Developing a demo classifier

I’m writing a demo code to predict the 2-class label for a dataset of 10-D inputs. Below, function _data generates the data:

import math
import numpy as np
import torch
import torch.nn as nn
import torch.optim as optim

def _data(dimension, num_examples):
    # Create a simulated 10-dimensional training dataset consisting of 1000 labeled
    # examples, of which 800 are labeled correctly and 200 are mislabeled.
    num_mislabeled_examples = 20
    # We will constrain the recall to be at least 90%.
    recall_lower_bound = 0.9

    # Create random "ground truth" parameters for a linear model.
    ground_truth_weights = np.random.normal(size=dimension) / math.sqrt(dimension)
    ground_truth_threshold = 0

    # Generate a random set of features for each example.
    features = np.random.normal(size=(num_examples, dimension)).astype(
        np.float32) / math.sqrt(dimension)
    # Compute the labels from these features given the ground truth linear model.
    labels = (np.matmul(features, ground_truth_weights) >
              ground_truth_threshold).astype(np.float32)
    # Add noise by randomly flipping num_mislabeled_examples labels.
    mislabeled_indices = np.random.choice(
        num_examples, num_mislabeled_examples, replace=False)
    labels[mislabeled_indices] = 1 - labels[mislabeled_indices]

    return torch.tensor(labels), torch.tensor(features)

The code below shows my attempt, where predictor is the model and the loss function is chosen to be Hinge loss.

import math
import numpy as np
import torch
import torch.nn as nn
import torch.optim as optim

dim = 10
N = 100
target, features = _data(dim, N)

class predictor(nn.Module):
    def __init__(self):
        super(predictor, self).__init__()
        self.f_1 = nn.Linear(10, 1)

    def forward(self, features):
        return self.f_1(features)

model = predictor()

optimizer = optim.Adam(model.parameters(), lr=1e-2)
loss = torch.nn.HingeEmbeddingLoss(margin=1.0, size_average=None, reduce=None, reduction='mean')

running_loss = 0
for _ in range(1000):
    optimizer.zero_grad()
    output = model(features)
    objective = loss(output, target)
    objective.backward()
    running_loss += objective.item()
    optimizer.step()

    print(running_loss)

My questions:

  1. I see my loss increase from zero to 20 and then dives deep into negative realm. I was wondering if my implementation is correct.
  2. I was trying to implement my predictor without using nn.Linear by defining the computations myself as:
class predictor(nn.Module):
    def __init__(self):
        super(predictor, self).__init__()
        self.weights = torch.zeros(dim, dim, requires_grad=True)
        self.threshold = torch.zeros(1, 1, requires_grad=True)

    def forward(self, features):
        return torch.matmul(self.weights, features) - self.threshold

but in the optimization process,

model = predictor()
optimizer = optim.Adam(model.parameters(), lr=1e-3) 

I get the following error:

ValueError: optimizer got an empty parameter list

I would appreciate direction or comments on how to fix these issues. Thanks.

self.weights = torch.nn.Parameter(torch.zeros(dim, dim, requires_grad=True))
self.threshold = torch.nn.Parameter(torch.zeros(1, 1, requires_grad=True))

should do.

1 Like

Notice that you are doing running_loss += objective.item() which is essentially adding up the loss from the previous epochs as well. Every iteration (in your code) constitutes an epoch because you are sending in all the features at once. Does it make sense?

Something like:

running_loss = []
for _ in range(1000):
    ...
    running_loss.append(objective.item())
    ...
print(running_loss)

should do.

1 Like

So without adding up, my objective.item() starts from around 0.5 and still goes negative. I was expecting the loss not to fall below zero (Although a self implemented version of this loss function works just fine).

Could it be because target has 0 s and 1 s in it unlike what the documentation suggests, that it should contain 1 s and -1 s. Is the behavior when you add this line target[target == 0] = -1 along expected lines?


Try it
Count the lines of the records below that hold the word "data", and give only the number.

Task inputs
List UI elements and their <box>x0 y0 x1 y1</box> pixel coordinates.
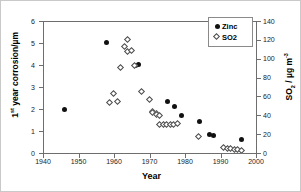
y-right-tick-label: 0 <box>263 150 285 157</box>
y-right-tick <box>257 59 261 60</box>
y-right-tick <box>257 134 261 135</box>
y-axis-left-title: 1st year corrosion/µm <box>8 10 20 140</box>
data-point-zinc <box>197 119 202 124</box>
y-right-tick <box>257 153 261 154</box>
data-point-zinc <box>179 113 184 118</box>
legend-label-zinc: Zinc <box>222 22 237 31</box>
x-tick-label: 1960 <box>99 158 129 165</box>
y-axis-right-title: SO2 / µg m-3 <box>282 12 298 142</box>
y-right-tick <box>257 78 261 79</box>
x-tick-label: 1950 <box>64 158 94 165</box>
x-axis-title: Year <box>1 171 301 181</box>
y-right-title-mid: / µg m <box>284 58 294 85</box>
data-point-zinc <box>62 107 67 112</box>
open-diamond-icon <box>213 33 222 42</box>
y-right-title-sub: 2 <box>290 85 296 88</box>
x-tick-label: 1970 <box>135 158 165 165</box>
legend-item-so2: SO2 <box>213 32 252 43</box>
x-tick-label: 1980 <box>170 158 200 165</box>
legend-label-so2: SO2 <box>222 33 237 42</box>
chart-legend: Zinc SO2 <box>208 17 253 47</box>
y-right-tick <box>257 96 261 97</box>
legend-item-zinc: Zinc <box>213 21 252 32</box>
data-point-zinc <box>172 104 177 109</box>
y-right-tick <box>257 40 261 41</box>
y-right-tick <box>257 115 261 116</box>
y-right-title-sup: -3 <box>283 53 289 58</box>
y-right-tick <box>257 21 261 22</box>
y-left-title-sup: st <box>9 108 15 113</box>
y-left-title-num: 1 <box>10 113 20 118</box>
x-tick-label: 2000 <box>241 158 271 165</box>
y-right-title-base: SO <box>284 88 294 100</box>
y-left-title-rest: year corrosion/µm <box>10 32 20 108</box>
x-tick-label: 1940 <box>28 158 58 165</box>
x-tick-label: 1990 <box>206 158 236 165</box>
filled-circle-icon <box>213 22 222 31</box>
y-left-tick-label: 0 <box>15 150 35 157</box>
chart-figure: 0123456020406080100120140194019501960197… <box>0 0 301 192</box>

Solution below
4